During a recent visit to Philadelphia, I went to the Barnes Foundation. Named after Dr. Albert C. Barnes, it houses one of the most valuable art collections in the world.
A.C. Barnes was a graduate of Central High School (my alma mater) and received his medical degree at the University of Pennsylvania (where I did my surgical and ENT training). In 1899, with a German chemist named Hermann Hille, Barnes developed a mild silver nitrate antiseptic solution. He formed a company and marketed the drug as Argyrol, a treatment for gonorrhea and a preventative of gonorrheal blindness in newborn infants. The drug was an immediate financial success. Barnes proved adept at business. To avoid having Argyrol being stolen by competitors, he convinced Hille not to patent it. He marketed directly to physicians, and took his product abroad. He bought out Hille, and in 1907, Barnes had become a millionaire at the age of 35. In July 1929, he sold his business for a reported sum of $6 million. The move was well timed, as he sold before the 1929 stock market crash and the discovery of antibiotics, which replaced Argyrol in use.

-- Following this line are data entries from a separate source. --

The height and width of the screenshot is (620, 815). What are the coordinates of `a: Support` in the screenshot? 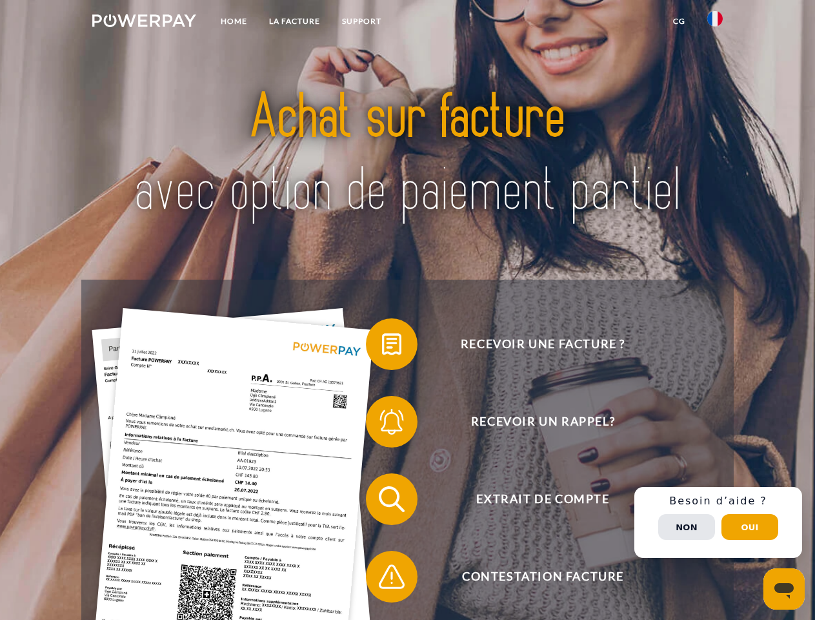 It's located at (362, 21).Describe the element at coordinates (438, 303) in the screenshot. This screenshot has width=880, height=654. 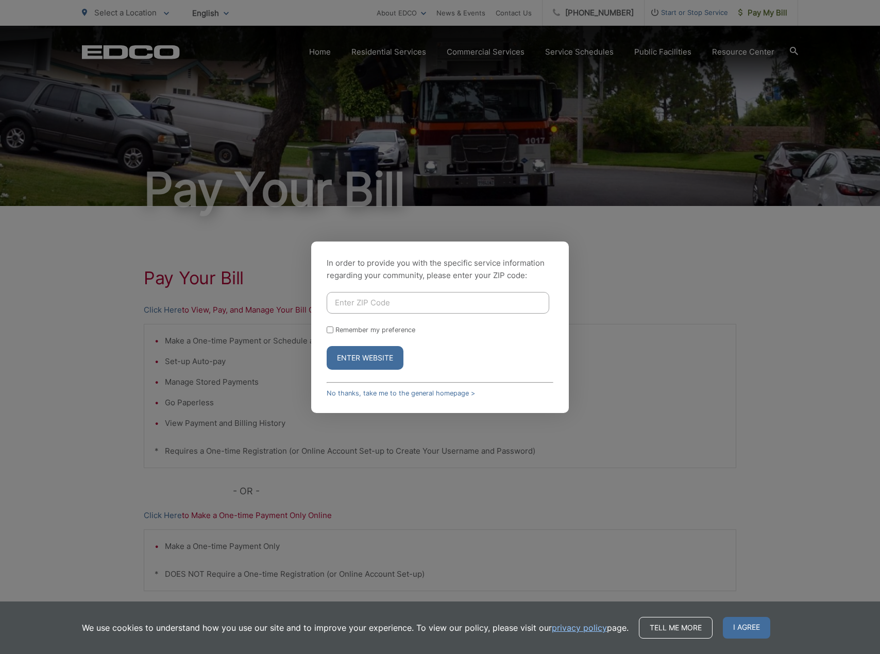
I see `input: Enter ZIP Code` at that location.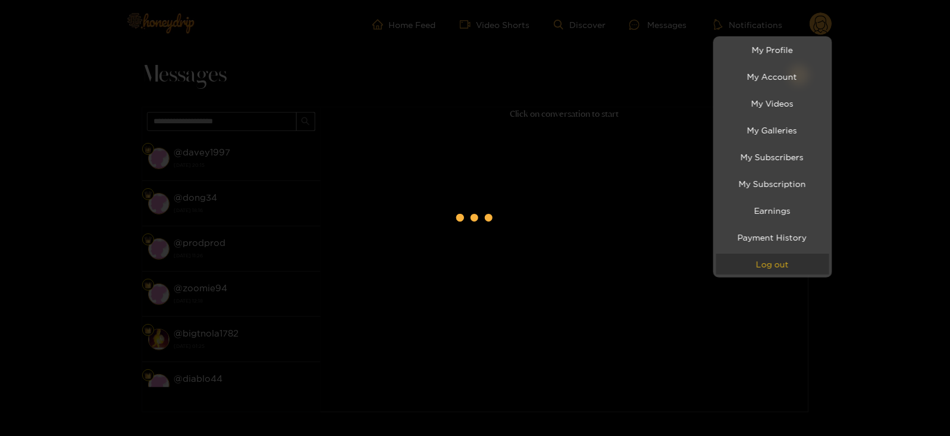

Thanks to a Central classmate, artist William Glackens, Barnes went on to amass his art collection and built a museum attached to his house in Merion, PA to display it. After much controversy and court battles, it was moved to the Benjamin Franklin Parkway in downtown Philadelphia.
History is filled with physician entrepreneurs and physician writers, artists and performers who made their mark both within and outside of clinical medicine. It began in colonial times.
One of the joys of medical training is the opportunity it provides to those who hear the knock on the door. Whether it is the art of medical practice, the art of entrepreneurship, or the art hanging on the wall, every doctor has the opportunity to create value and meaning in his own way.